We’re staying in the ‘Lakeside’ banda which is located about 100 m down a hill from the main campsite and right on the edge of Lake Nkuruba. Crystal clear deep green water, the thick tangle of jungle flora, the chattering, fighting and bickering of a dozen colobus monkeys in the trees – quite entertaining to watch until the baby fell 10 m from the sky and caught itself by a tiny hand before hitting the ground. We must of swam a dozen times in the warm water: the lake shore usually empty of people except a few fishermen sitting on their heels waiting for a catch, one early morning fisherman squatting on a sugar-cane raft pulling in fishing nets and a few young boys filling jerry cans for shower water.

The evening we arrive we went for a four-hour hike around Lake Nkuruba to a place called “Top of the World.” Patrick, our guide, answers a million of my questions with patience. We walk through banana and matoke plantations (though they look rough, the leaves are wide and soft and might cover 3/4 of my height, Svea would have marveled at these), past y
ellow flowered acacias and bright red African fire flame trees. Bushes of purple and blue flowers, and through corn fields, past other grassy crater lakes, and through small villages of two or three houses.

Eventually we climb a steep hillside up through another small settlement where a young boy shows us half a dozen puppies sleeping in a dirt hole. Then we hike directly up from their small houses, a steep hillside dotted with goats, to find a view of the Rwenzoris, the Queen Elizabeth National Park, crater lakes; the sound of children’s chatter and African music from radios; a warm breeze and bits of ashes floating from a slash and burn fire.

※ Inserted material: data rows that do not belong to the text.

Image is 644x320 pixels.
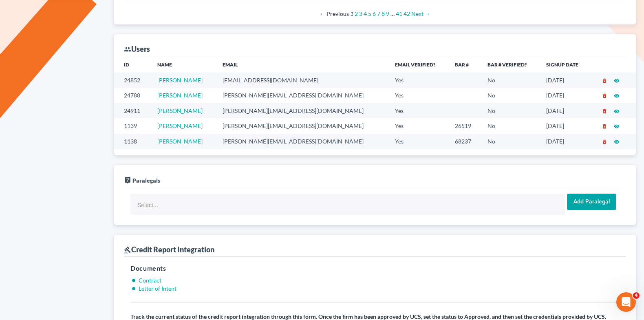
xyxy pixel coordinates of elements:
[216,57,388,72] th: Email
[412,10,430,17] a: Next page
[364,10,367,17] a: Page 4
[602,109,607,114] i: delete_forever
[131,263,620,273] h5: Documents
[614,93,620,98] i: visibility
[388,118,448,133] td: Yes
[139,285,176,292] a: Letter of Intent
[386,10,390,17] a: Page 9
[540,134,590,149] td: [DATE]
[481,72,539,88] td: No
[481,134,539,149] td: No
[481,103,539,118] td: No
[124,176,131,184] i: live_help
[151,57,216,72] th: Name
[131,10,620,18] div: Pagination
[139,277,162,284] a: Contract
[216,72,388,88] td: [EMAIL_ADDRESS][DOMAIN_NAME]
[614,77,620,84] a: visibility
[567,193,616,210] input: Add Paralegal
[114,134,151,149] td: 1138
[602,122,607,129] a: delete_forever
[614,78,620,84] i: visibility
[216,118,388,133] td: [PERSON_NAME][EMAIL_ADDRESS][DOMAIN_NAME]
[481,118,539,133] td: No
[540,72,590,88] td: [DATE]
[359,10,362,17] a: Page 3
[373,10,376,17] a: Page 6
[355,10,358,17] a: Page 2
[124,46,131,53] i: group
[157,92,202,98] a: [PERSON_NAME]
[614,139,620,145] i: visibility
[216,103,388,118] td: [PERSON_NAME][EMAIL_ADDRESS][DOMAIN_NAME]
[350,10,353,17] em: Page 1
[388,134,448,149] td: Yes
[602,107,607,114] a: delete_forever
[540,88,590,103] td: [DATE]
[124,245,214,254] div: Credit Report Integration
[602,139,607,145] i: delete_forever
[396,10,403,17] a: Page 41
[481,88,539,103] td: No
[614,123,620,129] i: visibility
[448,118,482,133] td: 26519
[388,57,448,72] th: Email Verified?
[157,138,202,145] a: [PERSON_NAME]
[114,103,151,118] td: 24911
[114,57,151,72] th: ID
[540,57,590,72] th: Signup Date
[388,72,448,88] td: Yes
[614,122,620,129] a: visibility
[633,292,639,299] span: 4
[391,10,395,17] span: …
[616,292,636,312] iframe: Intercom live chat
[388,88,448,103] td: Yes
[124,44,150,54] div: Users
[216,88,388,103] td: [PERSON_NAME][EMAIL_ADDRESS][DOMAIN_NAME]
[448,134,482,149] td: 68237
[216,134,388,149] td: [PERSON_NAME][EMAIL_ADDRESS][DOMAIN_NAME]
[614,138,620,145] a: visibility
[602,93,607,98] i: delete_forever
[368,10,371,17] a: Page 5
[382,10,385,17] a: Page 8
[132,177,160,184] span: Paralegals
[602,92,607,98] a: delete_forever
[602,78,607,84] i: delete_forever
[157,77,202,84] a: [PERSON_NAME]
[124,247,131,253] i: gavel
[404,10,410,17] a: Page 42
[540,103,590,118] td: [DATE]
[319,10,349,17] span: Previous page
[481,57,539,72] th: Bar # Verified?
[602,77,607,84] a: delete_forever
[388,103,448,118] td: Yes
[614,107,620,114] a: visibility
[114,118,151,133] td: 1139
[614,109,620,114] i: visibility
[448,57,482,72] th: Bar #
[602,138,607,145] a: delete_forever
[114,88,151,103] td: 24788
[114,72,151,88] td: 24852
[157,122,202,129] a: [PERSON_NAME]
[540,118,590,133] td: [DATE]
[157,107,202,114] a: [PERSON_NAME]
[602,123,607,129] i: delete_forever
[614,92,620,98] a: visibility
[377,10,381,17] a: Page 7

On the way home we walk through a bigger town where S. buys a sturdy sugar cane stalk. A deep red and yellow sunset – the most beautiful are African – as we near the campsite. A quick swim in cool water, clouds reflected in little ripples and the setting sun slowly sending a dark shade over the lake. Around eight we stumble in the dark up to the main campsite where Anastine is cooking spicy chicken curry, rice, sweet guacamole, warm chapattis and vegetable stew for us, the only guests. Her kitchen: a stout black cast-iron stove with a wood fire underneath and a lantern hanging from the roof casting a dark shadow, a bubbling pot of chicken curry and a toddler half asleep on a chair in the corner.

The evenings in Africa are never silent: at dusk there’s the chant of birds who sing loud and clear and talk to each other through loud echoes, there’s the orchestra-like song of the insects with strange clicking and clanging noises completely unfamiliar, the throaty yell of the bullfrog and, at three a.m., shouts from across the lake shores. When I wake up there’s a young man in a green and pink training jacket standing with a gun near our door – the guard – and the lake has fallen silent again only to be replaced by the noisy colobus.

In the morning, an early morning nude swim and a delicious breakfast, big slices of toast with butter, scrambled eggs, chocolate pancakes and fresh papaya and pineapple, hot Arabic coffee with fresh local milk. I spot a black and white colobus with a thick hairy white beard and tale and a white mowhawk, spiky on its back.